In early July, I called the Rev. Dr. Darryl Aaron, pastor of Providence Baptist Church in Greensboro, N.C. It was the latest moment in our country’s crisis of racism and violence, as we mourned Alton Sterling and Philando Castile. My reflex was to call the Rev. Aaron and other black clergy friends and colleagues, with whom I knew I could share grief and outrage, confess my own sense of shame and shelter, and especially seek some feedback on the coming Sunday sermon. My friend was curious when our conversation turned to my sense of urgency in the preaching moment. “Why so much emphasis on this week’s sermon, Reverend?” he asked. “Have you not been preaching the gospel every week?”
Sermons are often shaped by crisis. We who preach and lead in worship try to keep one eye on Karl Barth’s newspaper, shuddering at sermons that ignore the urgency of the moment, lest we proclaim an abstracted realm of God that fails to account for the reality of human suffering. Rabbi Irving Greenberg articulated this broadly in reference to the theological shift of the mid-20th century. Referencing the crisis of the Holocaust, and particularly the over 1 million children who died, Greenberg wrote, “The Holocaust confronts us with unanswerable questions … but no statement, theological or otherwise, should be made that would not be credible in the presence of the children.”
Yes, preaching and worship should be credible in the presence of the vulnerable and oppressed, and tenable amidst the current crises of our world. In my own preaching, I recall rewriting a sermon one Saturday night after learning of the “not guilty” verdict in the George Zimmerman case. The Black Lives Matter movement in Ferguson, Mo., helped me to better hear Isaiah’s songs. The December shooting in Newtown, Conn., forever altered how I understand Advent’s slaughter of the innocents. A sermon was scrapped midweek as we learned of the murders at Mother Emanuel AME Church. The early Sunday mass shooting at Pulse Nightclub led me to start keeping my phone in worship, primed for any alert that might provoke immediate response. And the shootings of Alton Sterling and Philando Castille, and the subsequent shooting of Dallas officers Lorne Ahrens, Michael Krol, Michael Smith, Brent Thompson and Patrick Zamarippa, caused me to join many others in asking anew, “Who is my neighbor?”
But have I not been preaching it every week? The question is less a comfort than a call. When it comes to the ongoing crisis of racism, I fear occasional urgency reflects less the awareness of a crisis and more the ignorance that preceded it. The situational sermon, however timely, can also become a space for a self-righteous adrenaline rush or self-serving catharsis. My sense of urgency in high-profile moments of crisis might be akin to the shock and surprise that many white people express amidst well-publicized instances of violence against black men and women. If we are surprised, it’s because we have not been paying attention. This is not “senseless.” This is how structural racism works. The urgent question for those of us who preach might instead be whether and how the gospel works. Rather than simply preaching in response to a crisis in a single week, might we ask how our week-to-week proclamation has enabled our current crisis, stopping short of the power of the gospel to interrupt things as they are and spark imagination and action for what can yet be?
This week we grieve again. We say the names Terence Crutcher and Keith Lamont Scott, seeking statements that are credible in their presence. Yesterday, the Rev. Dr. William Barber of the North Carolina NAACP joined Charlotte, N.C.-area clergy as an invited leader of a press conference on the work following Scott’s shooting. He stressed that while the current crisis manifested this week, it did not begin this week. In the same way, he said that the clergy who stood around him did not begin their work this week in the well-publicized moment. “These clergy have been in the street. … They have been working in this community not just this week, but for many weeks.” Downplaying his own presence in favor of their ongoing work, Dr. Barber repeatedly emphasized that Charlotte didn’t need any leaders to “helicopter in,” because leadership was already there.
I wonder how often I’ve been a helicopter preacher, or a helicopter minister, hovering above it all and waiting until it’s safe to land, or pausing for the ground to clear, or circling overhead until the crisis is such that I have no other choice but to touch the ground. Meanwhile, the Christ I proclaim lived on the ground. He moved about, crossing boundaries, covering miles and proclaiming a clear message of “good news to the poor, release to the captives, recovery of sight to the blind, and freedom for those who are oppressed.”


What you should do. Of the lines below, report only those that contain "left".

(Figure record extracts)
____

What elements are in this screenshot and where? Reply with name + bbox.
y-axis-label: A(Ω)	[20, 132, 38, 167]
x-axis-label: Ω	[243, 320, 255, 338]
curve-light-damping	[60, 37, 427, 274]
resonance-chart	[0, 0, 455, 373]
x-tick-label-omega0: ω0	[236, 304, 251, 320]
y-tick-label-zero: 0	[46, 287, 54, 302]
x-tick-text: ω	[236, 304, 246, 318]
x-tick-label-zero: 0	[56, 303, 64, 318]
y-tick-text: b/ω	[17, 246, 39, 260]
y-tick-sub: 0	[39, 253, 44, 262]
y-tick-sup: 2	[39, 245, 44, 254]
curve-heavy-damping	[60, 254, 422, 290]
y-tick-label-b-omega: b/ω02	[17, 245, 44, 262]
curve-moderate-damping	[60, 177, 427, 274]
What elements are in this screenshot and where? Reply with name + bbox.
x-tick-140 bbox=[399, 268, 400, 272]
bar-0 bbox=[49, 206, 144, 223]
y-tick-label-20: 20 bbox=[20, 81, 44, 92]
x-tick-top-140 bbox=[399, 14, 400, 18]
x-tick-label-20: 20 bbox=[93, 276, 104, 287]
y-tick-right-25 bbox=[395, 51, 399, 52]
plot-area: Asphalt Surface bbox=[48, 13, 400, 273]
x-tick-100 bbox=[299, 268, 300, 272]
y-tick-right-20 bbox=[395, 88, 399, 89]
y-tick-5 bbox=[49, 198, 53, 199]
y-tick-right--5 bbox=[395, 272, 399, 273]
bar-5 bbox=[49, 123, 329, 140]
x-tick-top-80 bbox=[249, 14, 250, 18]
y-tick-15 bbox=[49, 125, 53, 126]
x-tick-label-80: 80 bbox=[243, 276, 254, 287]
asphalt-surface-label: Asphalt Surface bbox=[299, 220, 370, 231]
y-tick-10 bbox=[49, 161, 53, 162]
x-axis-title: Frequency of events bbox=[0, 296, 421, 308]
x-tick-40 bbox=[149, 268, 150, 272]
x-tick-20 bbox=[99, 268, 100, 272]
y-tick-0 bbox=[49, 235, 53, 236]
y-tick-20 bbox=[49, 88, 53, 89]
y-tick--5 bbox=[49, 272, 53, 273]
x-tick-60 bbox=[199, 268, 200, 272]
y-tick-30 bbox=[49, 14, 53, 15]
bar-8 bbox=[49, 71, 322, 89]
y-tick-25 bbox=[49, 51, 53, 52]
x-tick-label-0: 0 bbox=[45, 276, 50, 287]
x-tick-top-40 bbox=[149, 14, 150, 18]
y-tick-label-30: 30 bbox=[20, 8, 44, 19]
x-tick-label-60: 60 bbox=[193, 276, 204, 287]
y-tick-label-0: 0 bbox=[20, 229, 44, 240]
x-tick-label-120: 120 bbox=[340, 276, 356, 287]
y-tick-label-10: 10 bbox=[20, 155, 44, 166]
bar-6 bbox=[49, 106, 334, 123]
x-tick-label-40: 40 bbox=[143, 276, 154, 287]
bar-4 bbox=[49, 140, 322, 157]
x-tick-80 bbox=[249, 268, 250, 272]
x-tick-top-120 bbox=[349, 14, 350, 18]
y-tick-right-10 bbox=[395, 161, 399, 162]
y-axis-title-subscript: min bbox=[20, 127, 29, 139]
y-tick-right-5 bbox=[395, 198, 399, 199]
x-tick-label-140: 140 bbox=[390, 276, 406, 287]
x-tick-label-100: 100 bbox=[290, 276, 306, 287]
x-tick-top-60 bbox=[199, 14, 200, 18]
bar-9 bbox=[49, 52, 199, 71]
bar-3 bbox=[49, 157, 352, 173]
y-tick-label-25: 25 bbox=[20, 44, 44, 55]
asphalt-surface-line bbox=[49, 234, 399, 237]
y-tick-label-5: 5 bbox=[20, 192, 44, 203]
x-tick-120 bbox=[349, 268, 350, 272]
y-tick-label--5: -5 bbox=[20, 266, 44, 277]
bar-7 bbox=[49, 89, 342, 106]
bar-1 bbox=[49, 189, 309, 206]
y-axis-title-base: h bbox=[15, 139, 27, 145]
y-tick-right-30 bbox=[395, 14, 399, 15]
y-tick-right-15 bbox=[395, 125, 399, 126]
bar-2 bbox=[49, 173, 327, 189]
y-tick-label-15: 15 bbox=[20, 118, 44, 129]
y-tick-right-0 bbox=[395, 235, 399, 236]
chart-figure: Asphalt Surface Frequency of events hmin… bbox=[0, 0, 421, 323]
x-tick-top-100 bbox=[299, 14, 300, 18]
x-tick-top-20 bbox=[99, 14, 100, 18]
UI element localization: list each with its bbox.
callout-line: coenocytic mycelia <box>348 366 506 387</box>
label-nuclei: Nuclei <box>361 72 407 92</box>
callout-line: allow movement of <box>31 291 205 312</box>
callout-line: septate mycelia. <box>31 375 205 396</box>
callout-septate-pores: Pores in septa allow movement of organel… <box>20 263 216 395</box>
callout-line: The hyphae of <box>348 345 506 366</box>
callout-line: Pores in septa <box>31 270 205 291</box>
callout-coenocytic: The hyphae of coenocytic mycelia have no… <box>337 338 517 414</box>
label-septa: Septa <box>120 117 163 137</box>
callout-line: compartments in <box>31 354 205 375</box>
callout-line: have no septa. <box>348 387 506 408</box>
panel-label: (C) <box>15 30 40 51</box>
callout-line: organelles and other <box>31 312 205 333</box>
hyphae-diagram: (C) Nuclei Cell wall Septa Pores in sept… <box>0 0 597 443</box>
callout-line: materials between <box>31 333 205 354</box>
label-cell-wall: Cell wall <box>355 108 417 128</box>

____

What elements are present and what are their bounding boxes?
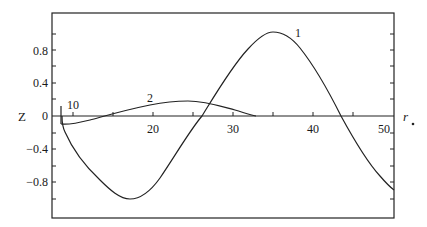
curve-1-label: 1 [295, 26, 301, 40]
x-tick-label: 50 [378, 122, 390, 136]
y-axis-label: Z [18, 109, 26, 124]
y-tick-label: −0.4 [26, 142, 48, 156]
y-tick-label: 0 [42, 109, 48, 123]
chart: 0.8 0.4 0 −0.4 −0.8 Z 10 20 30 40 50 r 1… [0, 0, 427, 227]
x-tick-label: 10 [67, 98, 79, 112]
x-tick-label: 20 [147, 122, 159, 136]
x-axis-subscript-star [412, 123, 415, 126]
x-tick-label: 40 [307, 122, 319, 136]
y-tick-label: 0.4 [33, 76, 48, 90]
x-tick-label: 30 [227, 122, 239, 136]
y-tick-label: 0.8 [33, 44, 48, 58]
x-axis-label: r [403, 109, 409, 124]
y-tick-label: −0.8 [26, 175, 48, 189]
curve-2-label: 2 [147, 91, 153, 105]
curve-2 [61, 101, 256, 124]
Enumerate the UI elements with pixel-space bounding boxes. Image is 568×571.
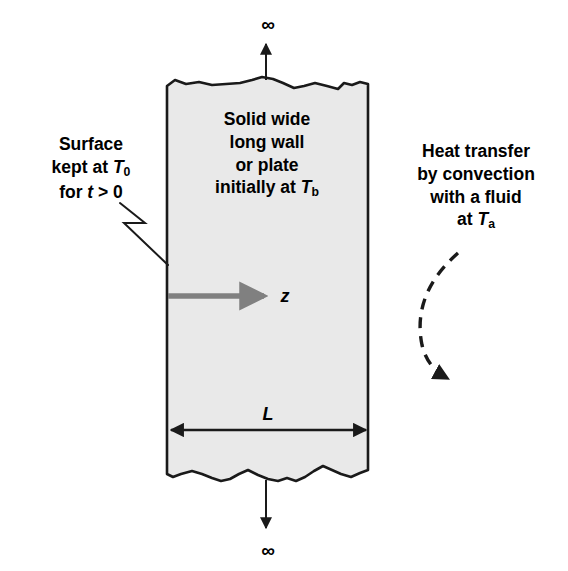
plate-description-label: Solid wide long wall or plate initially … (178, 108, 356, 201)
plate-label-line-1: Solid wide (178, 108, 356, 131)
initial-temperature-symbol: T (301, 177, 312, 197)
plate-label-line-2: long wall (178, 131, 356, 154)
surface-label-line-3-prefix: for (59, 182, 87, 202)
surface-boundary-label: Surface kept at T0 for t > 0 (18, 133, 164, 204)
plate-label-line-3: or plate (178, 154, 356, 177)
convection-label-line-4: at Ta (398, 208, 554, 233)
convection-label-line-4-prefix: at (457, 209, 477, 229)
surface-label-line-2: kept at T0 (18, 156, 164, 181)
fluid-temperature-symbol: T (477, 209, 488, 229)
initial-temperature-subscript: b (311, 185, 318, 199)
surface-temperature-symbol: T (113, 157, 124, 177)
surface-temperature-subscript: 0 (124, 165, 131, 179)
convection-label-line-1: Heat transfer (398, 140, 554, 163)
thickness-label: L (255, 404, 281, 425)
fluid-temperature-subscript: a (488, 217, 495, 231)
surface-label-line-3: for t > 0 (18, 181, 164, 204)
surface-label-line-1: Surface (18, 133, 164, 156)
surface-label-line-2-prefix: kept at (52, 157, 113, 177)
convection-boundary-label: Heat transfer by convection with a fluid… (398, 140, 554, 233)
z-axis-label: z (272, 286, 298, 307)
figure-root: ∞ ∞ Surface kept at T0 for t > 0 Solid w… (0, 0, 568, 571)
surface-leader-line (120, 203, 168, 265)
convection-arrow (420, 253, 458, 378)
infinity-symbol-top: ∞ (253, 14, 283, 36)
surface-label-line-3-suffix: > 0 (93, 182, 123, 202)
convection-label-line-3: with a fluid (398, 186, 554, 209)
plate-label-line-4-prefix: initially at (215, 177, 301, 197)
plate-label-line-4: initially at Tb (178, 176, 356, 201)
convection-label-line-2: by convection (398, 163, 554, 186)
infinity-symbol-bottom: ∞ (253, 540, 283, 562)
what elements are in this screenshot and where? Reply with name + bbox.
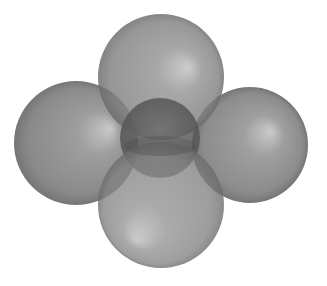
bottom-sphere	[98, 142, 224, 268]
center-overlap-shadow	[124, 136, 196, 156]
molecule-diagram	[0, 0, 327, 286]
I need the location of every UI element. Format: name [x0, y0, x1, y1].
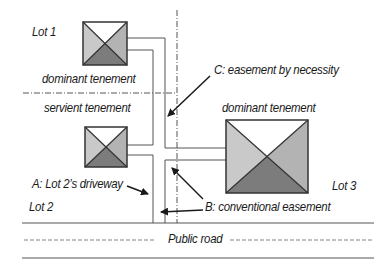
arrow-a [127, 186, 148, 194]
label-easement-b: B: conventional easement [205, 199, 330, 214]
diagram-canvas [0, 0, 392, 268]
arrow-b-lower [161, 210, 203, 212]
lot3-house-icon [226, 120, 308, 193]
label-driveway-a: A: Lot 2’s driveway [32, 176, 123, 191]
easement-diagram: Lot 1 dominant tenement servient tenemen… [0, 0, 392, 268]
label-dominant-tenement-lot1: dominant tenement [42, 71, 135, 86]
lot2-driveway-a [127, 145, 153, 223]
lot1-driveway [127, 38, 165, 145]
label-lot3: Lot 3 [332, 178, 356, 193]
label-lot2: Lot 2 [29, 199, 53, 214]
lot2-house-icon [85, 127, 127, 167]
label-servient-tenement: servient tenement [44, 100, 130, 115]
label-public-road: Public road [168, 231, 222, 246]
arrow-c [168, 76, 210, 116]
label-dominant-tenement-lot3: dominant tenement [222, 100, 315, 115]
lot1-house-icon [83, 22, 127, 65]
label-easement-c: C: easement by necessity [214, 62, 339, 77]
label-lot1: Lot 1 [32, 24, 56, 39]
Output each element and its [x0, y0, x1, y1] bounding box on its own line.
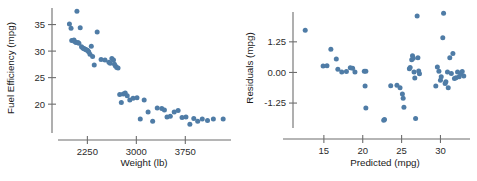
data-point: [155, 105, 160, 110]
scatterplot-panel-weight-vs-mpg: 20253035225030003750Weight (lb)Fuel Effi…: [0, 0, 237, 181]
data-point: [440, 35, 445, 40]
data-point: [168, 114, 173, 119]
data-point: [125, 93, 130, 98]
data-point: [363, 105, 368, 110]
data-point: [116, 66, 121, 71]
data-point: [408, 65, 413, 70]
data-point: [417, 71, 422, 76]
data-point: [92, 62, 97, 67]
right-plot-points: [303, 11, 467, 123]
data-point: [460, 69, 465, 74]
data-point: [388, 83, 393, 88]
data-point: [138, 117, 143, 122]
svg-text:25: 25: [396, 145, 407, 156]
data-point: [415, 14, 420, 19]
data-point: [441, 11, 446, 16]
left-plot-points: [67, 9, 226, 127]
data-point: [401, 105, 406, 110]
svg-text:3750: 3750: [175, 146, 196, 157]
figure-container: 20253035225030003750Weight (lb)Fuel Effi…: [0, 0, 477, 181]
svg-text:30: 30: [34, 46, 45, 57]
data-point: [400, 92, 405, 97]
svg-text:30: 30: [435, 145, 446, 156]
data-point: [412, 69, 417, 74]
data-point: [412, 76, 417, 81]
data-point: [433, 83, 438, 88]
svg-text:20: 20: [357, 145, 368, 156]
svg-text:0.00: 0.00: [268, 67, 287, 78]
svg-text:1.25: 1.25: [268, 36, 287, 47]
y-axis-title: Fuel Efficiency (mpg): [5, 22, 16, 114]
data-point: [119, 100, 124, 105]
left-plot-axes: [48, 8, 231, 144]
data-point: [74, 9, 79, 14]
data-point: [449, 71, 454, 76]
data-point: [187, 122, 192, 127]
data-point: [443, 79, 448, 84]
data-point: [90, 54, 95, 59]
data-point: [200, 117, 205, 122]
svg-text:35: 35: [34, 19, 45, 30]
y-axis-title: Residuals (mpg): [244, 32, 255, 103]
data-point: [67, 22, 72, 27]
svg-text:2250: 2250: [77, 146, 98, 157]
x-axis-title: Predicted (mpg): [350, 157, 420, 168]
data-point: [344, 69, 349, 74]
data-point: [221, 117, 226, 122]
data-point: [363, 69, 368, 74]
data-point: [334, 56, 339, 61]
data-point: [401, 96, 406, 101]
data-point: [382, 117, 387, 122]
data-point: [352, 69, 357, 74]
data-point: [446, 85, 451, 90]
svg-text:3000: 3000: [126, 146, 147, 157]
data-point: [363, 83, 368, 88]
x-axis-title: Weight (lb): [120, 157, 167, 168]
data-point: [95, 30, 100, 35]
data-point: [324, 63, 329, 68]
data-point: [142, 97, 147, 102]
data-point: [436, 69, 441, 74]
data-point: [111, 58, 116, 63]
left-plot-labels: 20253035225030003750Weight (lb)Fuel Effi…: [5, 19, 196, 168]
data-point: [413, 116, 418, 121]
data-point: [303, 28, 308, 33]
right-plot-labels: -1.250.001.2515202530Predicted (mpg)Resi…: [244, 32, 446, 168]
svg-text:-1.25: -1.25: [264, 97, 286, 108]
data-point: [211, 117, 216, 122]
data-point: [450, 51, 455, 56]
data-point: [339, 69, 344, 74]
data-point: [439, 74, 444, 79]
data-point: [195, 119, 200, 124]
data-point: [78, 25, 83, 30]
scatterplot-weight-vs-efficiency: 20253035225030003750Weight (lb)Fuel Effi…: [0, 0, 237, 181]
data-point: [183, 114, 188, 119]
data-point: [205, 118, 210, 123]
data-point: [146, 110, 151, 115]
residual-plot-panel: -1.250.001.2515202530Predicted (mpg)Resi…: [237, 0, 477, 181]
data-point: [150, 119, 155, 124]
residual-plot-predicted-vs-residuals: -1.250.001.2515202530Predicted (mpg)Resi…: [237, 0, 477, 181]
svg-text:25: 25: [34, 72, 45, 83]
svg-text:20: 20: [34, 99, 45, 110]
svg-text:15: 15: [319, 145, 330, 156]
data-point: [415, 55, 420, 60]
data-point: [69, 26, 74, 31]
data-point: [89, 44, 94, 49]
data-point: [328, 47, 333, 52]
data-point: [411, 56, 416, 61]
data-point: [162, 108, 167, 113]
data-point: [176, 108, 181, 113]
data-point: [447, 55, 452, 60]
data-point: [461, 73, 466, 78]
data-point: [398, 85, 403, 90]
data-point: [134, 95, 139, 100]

____

Written response.
left-plot-points: [67, 9, 226, 127]
left-plot-axes: [48, 8, 231, 144]
left-plot-labels: 20253035225030003750Weight (lb)Fuel Effi…: [5, 19, 196, 168]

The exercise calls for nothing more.